Floor Tape Store

Friday, October 25, 2019

Lean Quote: Six Essential Management Functions to Accelerate Lean Transformation

On Fridays I will post a Lean related Quote. Throughout our lifetimes many people touch our lives and leave us with words of wisdom. These can both be a source of new learning and also a point to pause and reflect upon lessons we have learned. Within Lean active learning is an important aspect on this journey because without learning we can not improve.


"The essence of management is not techniques and procedures. The essence of management is to make knowledge productive." — Peter Drucker

The Lean principles of continuous improvement, respect for people, and a relentless focus on delivering customer value are making organizations rethink the practices that might have guided them for decades. This new approach to working requires a transformation in leadership, as well. For Lean to be truly effective, it needs effective Lean management — to champion Lean principles, offer guidance, and ensure that Lean is being used to optimize the entire organizational system for value delivery.

Practicing Lean management principles requires a shift in mindset: from that of a supervisor, to that of a teacher and coach. Lean leaders must lead gently, by example, ensuring that Lean principles are being applied with the right goal in mind: To sustainably maximize the delivery of value to the customer.

My friends at GBMP have identified six essential functions of the management process to support and accelerate a Lean conversion:

  1. Volition – Unwavering management commitment to and articulation of the need for everybody everyday.
  2. Policy – Codification of what we do, how we do it, and how it is measured. 
  3. Planning and deployment – Developing, managing, and communicating a plan to redirect the organization in a “True North” direction, balancing improvement time and daily management time.
  4. Control and monitoring – Creation of measurements that accurately align daily management practices and performance with organizational strategy.
  5. Satisfaction – Fostering the organization and people development through reflection on wins and lessons learned. Feeds back to volition.
  6. Idea Systems – Developing a robust system to stimulate, capture, implement, recognize, and share improvement ideas.

Together, these create the infrastructure and shared understanding that run the business, both daily and long-term.

Management’s role in transforming the management system is analogous to every employee’s role in Lean: many small improvements that come from the common sense and experience of the people who do the work.

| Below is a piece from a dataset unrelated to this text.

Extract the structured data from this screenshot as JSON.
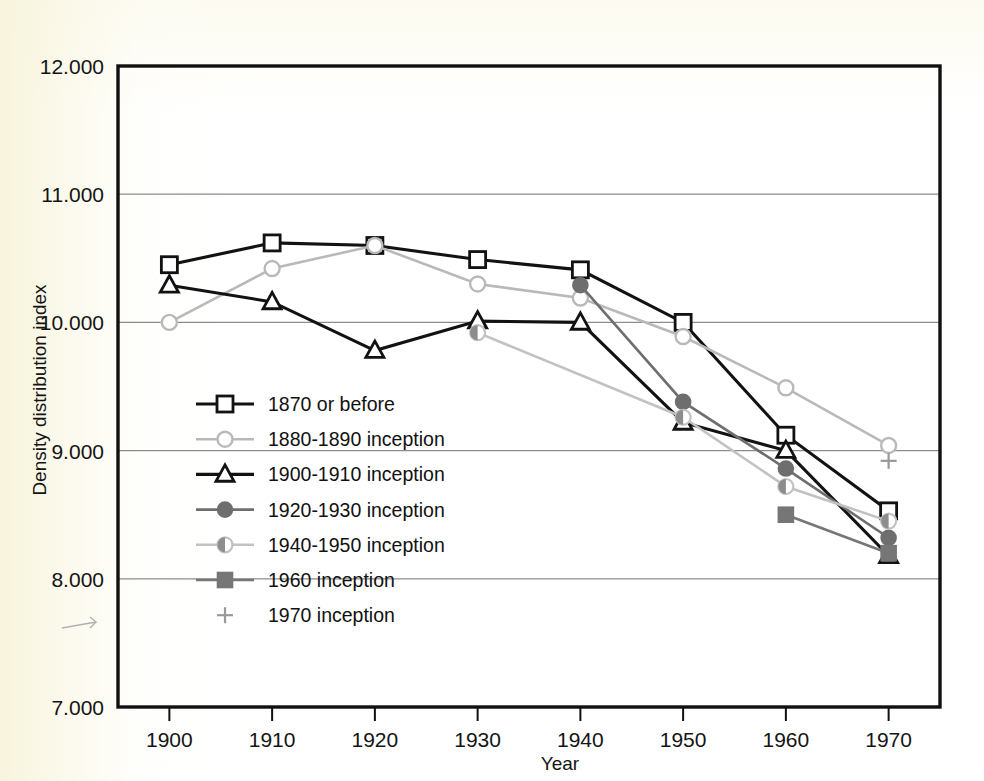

Just as a Lean transformation cannot happen overnight, a Lean management transformation is not something that can be turned on with a switch. For many leaders, this requires abandoning many of the principles that have gotten them to where they are.

But the purpose of Lean management, and the goal of Lean as a whole, justifies the effort: Making this shift allows leaders to build sustainable, healthy companies built on a foundation of respect, learning, and continuous improvement. A Lean management approach allows leaders to leave a legacy they can be proud of: in careers spent learning, growing, and empowering people to do their best work, in companies that create products and service offerings that provide genuine value to their customers.